> **WHAT THE EXERCISE ASKS**: All of the data is to be printed exactly, though the images must be left off.

> **DATA TO PROCESS**:
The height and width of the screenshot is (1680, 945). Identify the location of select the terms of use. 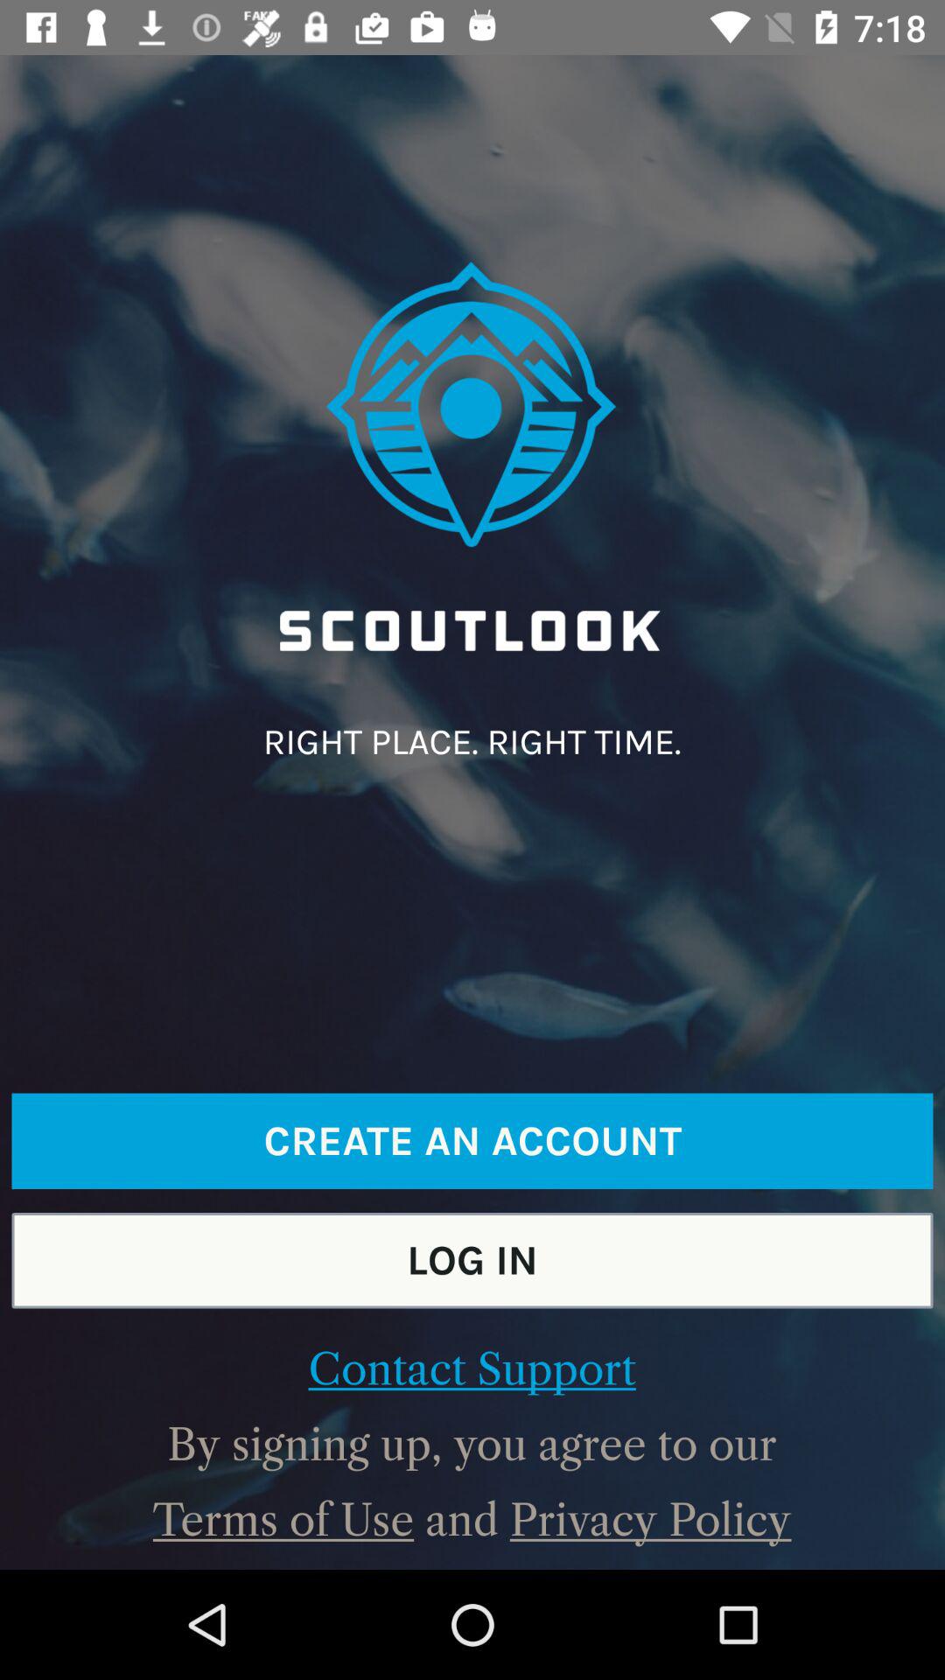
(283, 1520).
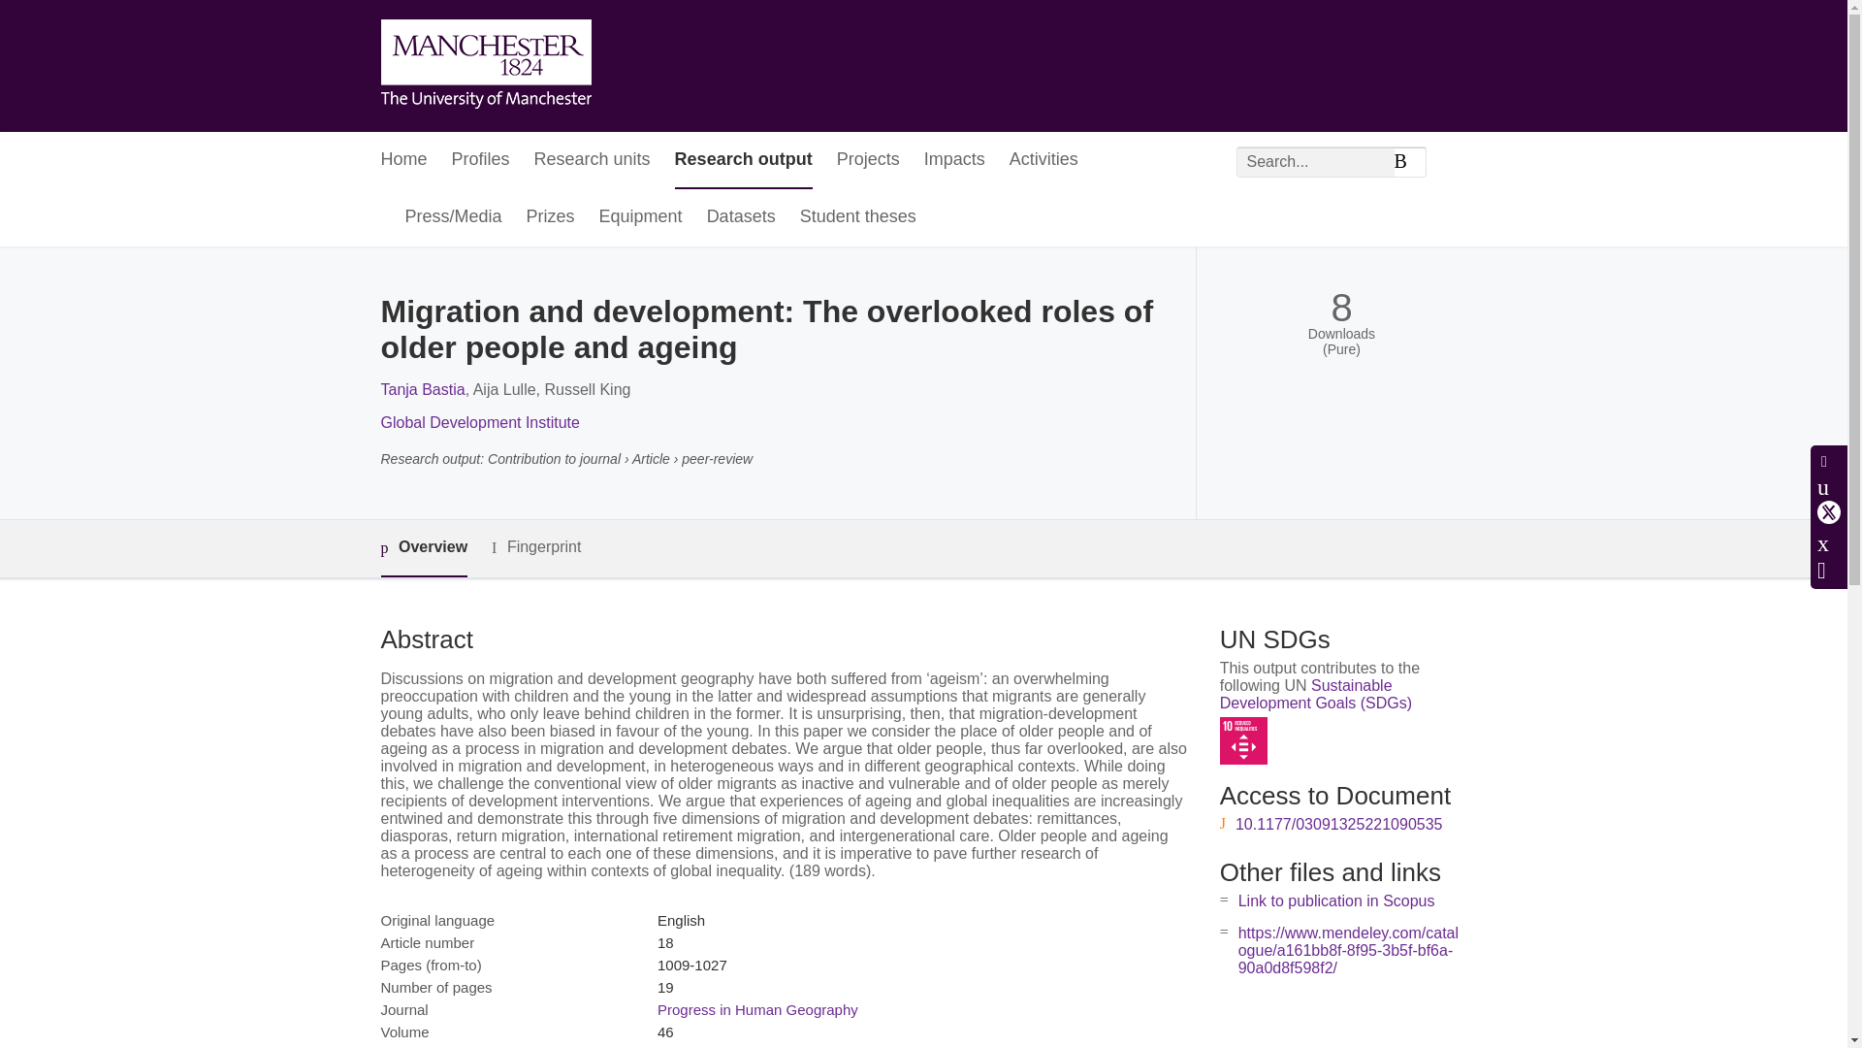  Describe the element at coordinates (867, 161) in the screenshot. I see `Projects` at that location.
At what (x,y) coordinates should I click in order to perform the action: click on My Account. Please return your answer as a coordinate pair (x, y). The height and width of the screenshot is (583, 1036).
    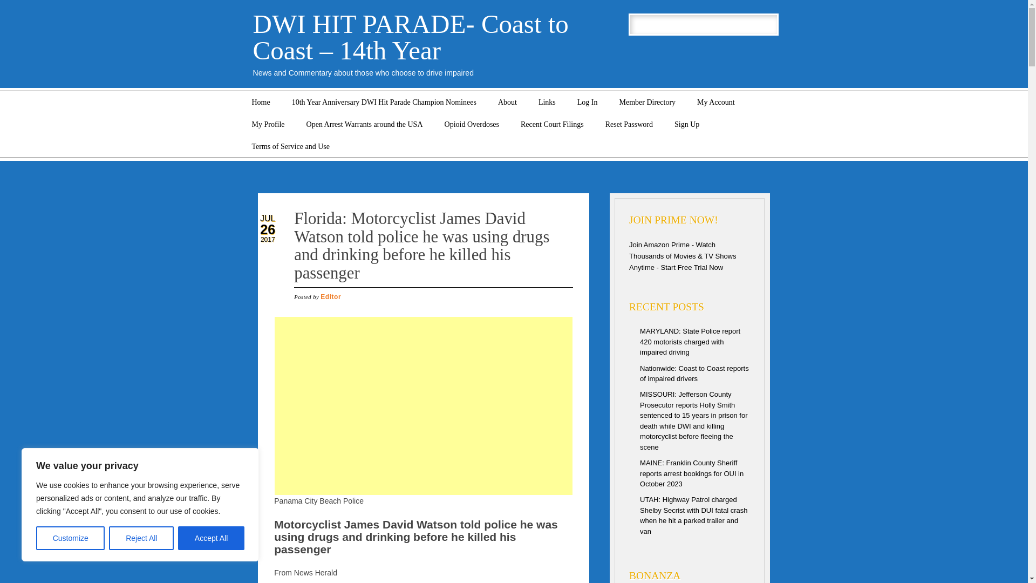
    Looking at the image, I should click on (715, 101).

> **REPLY TO THE TASK**:
The height and width of the screenshot is (1680, 945). Identify the location of select the terms of use. 
(283, 1520).
  Describe the element at coordinates (867, 161) in the screenshot. I see `Projects` at that location.
At what (x,y) coordinates should I click in order to perform the action: click on My Account. Please return your answer as a coordinate pair (x, y). The height and width of the screenshot is (583, 1036).
    Looking at the image, I should click on (715, 101).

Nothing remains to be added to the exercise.